Seeing the Sustainable Development Goals and Voluntary National Reviews through a Child Protection Lens
- 08 February 2023
- Special Representative of the Secretary-General on Violence Against Children
All 17 of the Sustainable Development Goals (SDGs) touch the lives of children. This means that realizing the rights of children, including their right to protection from violence, requires a holistic and integrated approach to development. More than half of the world’s children suffer some form of violence each year. The socio-economic impact of the COVID-19 pandemic, coupled with ongoing complex humanitarian crises, has made this appalling situation even worse.
More children than ever face extreme poverty, discrimination, and social exclusion. Nearly 1 billion children lived in poverty before the pandemic, a figure that is now 10% higher.1 Poverty increases children’s vulnerability to violence in all its forms, including child labour, sexual violence, child marriage, trafficking, and recruitment into criminal gangs and armed groups. More children than ever have also been forcibly displaced, fleeing conflict, violence, climate change, and natural disasters, as well as food insecurity. Nearly 37 million children were displaced within or outside their countries in 2021 – the highest number since the end of the Second World War.
All too often, children who are victims of violence lack access to essential services such as social protection, health and psychosocial support, education, child protection, and justice. The challenges presented by violence against children affect the whole world. No country is exempt, and no child is immune. We need to shift the development paradigm toward a child- and gender-sensitive, integrated approach that recognizes the interlinkages between the SDGs and children’s rights as enshrined in the Convention on the Rights of the Child.
Violence prevention makes economic sense. Greater investment in child- and gender-sensitive, cross-sectoral violence prevention and protection systems and services that encompass child protection, birth registration/documentation, education, health, justice, and social protection, will bring huge economic returns. Investing in children also means involving them as part of the solution. Their voices need to be heard and acted upon; their initiatives shared and supported.
Since 2020, I have engaged with Member States during their preparations for the Voluntary National Reviews (VNRs), aiming to mainstream the protection of children and of their rights, as recommended by the Call to Action for Human Rights3 and Our Common Agenda.4 I strongly commend Member States that have included children’s rights and violence prevention in their SDG implementation and monitoring processes, such as the VNRs, and encourage others to do so. We have less than seven years to fulfil the promises made to children in the 2030 Agenda and time is running out. We must invest more in children – and quickly – as the present and future generations.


Each record below needs to be written out exactly as it appears.
-----
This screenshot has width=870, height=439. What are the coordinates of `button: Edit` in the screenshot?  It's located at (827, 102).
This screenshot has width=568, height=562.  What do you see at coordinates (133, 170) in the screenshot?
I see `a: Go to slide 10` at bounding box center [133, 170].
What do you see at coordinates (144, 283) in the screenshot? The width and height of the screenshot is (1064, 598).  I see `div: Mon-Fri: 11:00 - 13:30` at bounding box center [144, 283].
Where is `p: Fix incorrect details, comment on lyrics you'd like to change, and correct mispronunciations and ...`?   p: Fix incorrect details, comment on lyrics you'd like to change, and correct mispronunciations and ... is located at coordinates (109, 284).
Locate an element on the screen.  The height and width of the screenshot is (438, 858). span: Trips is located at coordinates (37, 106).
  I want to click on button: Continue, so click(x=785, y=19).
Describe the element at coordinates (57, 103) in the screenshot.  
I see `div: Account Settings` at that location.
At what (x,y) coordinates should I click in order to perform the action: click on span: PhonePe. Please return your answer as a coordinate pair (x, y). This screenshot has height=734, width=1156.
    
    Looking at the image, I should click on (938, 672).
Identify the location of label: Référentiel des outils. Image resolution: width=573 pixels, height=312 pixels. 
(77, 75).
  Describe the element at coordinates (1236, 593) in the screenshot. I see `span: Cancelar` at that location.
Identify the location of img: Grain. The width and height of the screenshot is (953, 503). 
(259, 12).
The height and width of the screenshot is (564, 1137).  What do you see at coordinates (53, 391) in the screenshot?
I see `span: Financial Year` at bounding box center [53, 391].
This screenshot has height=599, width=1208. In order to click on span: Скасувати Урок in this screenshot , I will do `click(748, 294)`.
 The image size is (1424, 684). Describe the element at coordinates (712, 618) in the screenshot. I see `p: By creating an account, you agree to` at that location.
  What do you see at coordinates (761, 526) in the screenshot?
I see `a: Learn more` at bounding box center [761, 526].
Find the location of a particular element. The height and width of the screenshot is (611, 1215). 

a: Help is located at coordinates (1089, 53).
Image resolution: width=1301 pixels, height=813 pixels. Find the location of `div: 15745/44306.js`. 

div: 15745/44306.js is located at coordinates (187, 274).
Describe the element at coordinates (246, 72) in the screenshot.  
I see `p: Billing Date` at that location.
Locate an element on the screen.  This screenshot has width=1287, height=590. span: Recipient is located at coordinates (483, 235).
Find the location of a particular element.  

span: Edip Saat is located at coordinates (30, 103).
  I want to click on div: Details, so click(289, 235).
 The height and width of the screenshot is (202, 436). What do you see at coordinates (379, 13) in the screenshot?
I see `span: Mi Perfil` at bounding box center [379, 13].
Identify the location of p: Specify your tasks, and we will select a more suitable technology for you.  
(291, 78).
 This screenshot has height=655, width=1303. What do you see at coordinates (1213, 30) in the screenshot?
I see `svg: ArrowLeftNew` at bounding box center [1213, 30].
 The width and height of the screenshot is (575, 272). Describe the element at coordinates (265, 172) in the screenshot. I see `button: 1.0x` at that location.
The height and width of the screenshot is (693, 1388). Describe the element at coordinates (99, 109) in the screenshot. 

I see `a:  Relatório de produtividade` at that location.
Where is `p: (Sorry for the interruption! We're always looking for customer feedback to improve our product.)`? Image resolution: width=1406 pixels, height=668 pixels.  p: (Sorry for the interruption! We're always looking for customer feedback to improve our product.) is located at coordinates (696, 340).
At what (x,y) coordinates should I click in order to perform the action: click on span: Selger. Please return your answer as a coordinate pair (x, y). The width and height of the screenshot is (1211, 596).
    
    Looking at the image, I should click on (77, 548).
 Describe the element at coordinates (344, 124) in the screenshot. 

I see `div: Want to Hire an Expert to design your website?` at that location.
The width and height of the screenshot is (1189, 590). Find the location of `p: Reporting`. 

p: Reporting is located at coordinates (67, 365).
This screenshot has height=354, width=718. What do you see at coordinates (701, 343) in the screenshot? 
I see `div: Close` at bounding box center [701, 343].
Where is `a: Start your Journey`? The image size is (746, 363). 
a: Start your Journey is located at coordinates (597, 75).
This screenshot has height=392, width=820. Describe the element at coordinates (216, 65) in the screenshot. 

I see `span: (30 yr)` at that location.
-----
**Response area**
This screenshot has width=870, height=439. What are the coordinates of `button: Edit` in the screenshot?  It's located at (827, 102).
This screenshot has width=568, height=562.  What do you see at coordinates (133, 170) in the screenshot?
I see `a: Go to slide 10` at bounding box center [133, 170].
What do you see at coordinates (144, 283) in the screenshot? The width and height of the screenshot is (1064, 598).  I see `div: Mon-Fri: 11:00 - 13:30` at bounding box center [144, 283].
Where is `p: Fix incorrect details, comment on lyrics you'd like to change, and correct mispronunciations and ...`?   p: Fix incorrect details, comment on lyrics you'd like to change, and correct mispronunciations and ... is located at coordinates (109, 284).
Locate an element on the screen.  The height and width of the screenshot is (438, 858). span: Trips is located at coordinates (37, 106).
  I want to click on button: Continue, so click(x=785, y=19).
Describe the element at coordinates (57, 103) in the screenshot.  
I see `div: Account Settings` at that location.
At what (x,y) coordinates should I click in order to perform the action: click on span: PhonePe. Please return your answer as a coordinate pair (x, y). This screenshot has height=734, width=1156.
    
    Looking at the image, I should click on (938, 672).
Identify the location of label: Référentiel des outils. Image resolution: width=573 pixels, height=312 pixels. 
(77, 75).
  Describe the element at coordinates (1236, 593) in the screenshot. I see `span: Cancelar` at that location.
Identify the location of img: Grain. The width and height of the screenshot is (953, 503). 
(259, 12).
The height and width of the screenshot is (564, 1137).  What do you see at coordinates (53, 391) in the screenshot?
I see `span: Financial Year` at bounding box center [53, 391].
This screenshot has height=599, width=1208. In order to click on span: Скасувати Урок in this screenshot , I will do `click(748, 294)`.
 The image size is (1424, 684). Describe the element at coordinates (712, 618) in the screenshot. I see `p: By creating an account, you agree to` at that location.
  What do you see at coordinates (761, 526) in the screenshot?
I see `a: Learn more` at bounding box center [761, 526].
Find the location of a particular element. The height and width of the screenshot is (611, 1215). 

a: Help is located at coordinates (1089, 53).
Image resolution: width=1301 pixels, height=813 pixels. Find the location of `div: 15745/44306.js`. 

div: 15745/44306.js is located at coordinates (187, 274).
Describe the element at coordinates (246, 72) in the screenshot.  
I see `p: Billing Date` at that location.
Locate an element on the screen.  This screenshot has width=1287, height=590. span: Recipient is located at coordinates (483, 235).
Find the location of a particular element.  

span: Edip Saat is located at coordinates (30, 103).
  I want to click on div: Details, so click(289, 235).
 The height and width of the screenshot is (202, 436). What do you see at coordinates (379, 13) in the screenshot?
I see `span: Mi Perfil` at bounding box center [379, 13].
Identify the location of p: Specify your tasks, and we will select a more suitable technology for you.  
(291, 78).
 This screenshot has height=655, width=1303. What do you see at coordinates (1213, 30) in the screenshot?
I see `svg: ArrowLeftNew` at bounding box center [1213, 30].
 The width and height of the screenshot is (575, 272). Describe the element at coordinates (265, 172) in the screenshot. I see `button: 1.0x` at that location.
The height and width of the screenshot is (693, 1388). Describe the element at coordinates (99, 109) in the screenshot. 

I see `a:  Relatório de produtividade` at that location.
Where is `p: (Sorry for the interruption! We're always looking for customer feedback to improve our product.)`? Image resolution: width=1406 pixels, height=668 pixels.  p: (Sorry for the interruption! We're always looking for customer feedback to improve our product.) is located at coordinates (696, 340).
At what (x,y) coordinates should I click in order to perform the action: click on span: Selger. Please return your answer as a coordinate pair (x, y). The width and height of the screenshot is (1211, 596).
    
    Looking at the image, I should click on (77, 548).
 Describe the element at coordinates (344, 124) in the screenshot. 

I see `div: Want to Hire an Expert to design your website?` at that location.
The width and height of the screenshot is (1189, 590). Find the location of `p: Reporting`. 

p: Reporting is located at coordinates (67, 365).
This screenshot has height=354, width=718. What do you see at coordinates (701, 343) in the screenshot? 
I see `div: Close` at bounding box center [701, 343].
Where is `a: Start your Journey`? The image size is (746, 363). 
a: Start your Journey is located at coordinates (597, 75).
This screenshot has height=392, width=820. Describe the element at coordinates (216, 65) in the screenshot. 

I see `span: (30 yr)` at that location.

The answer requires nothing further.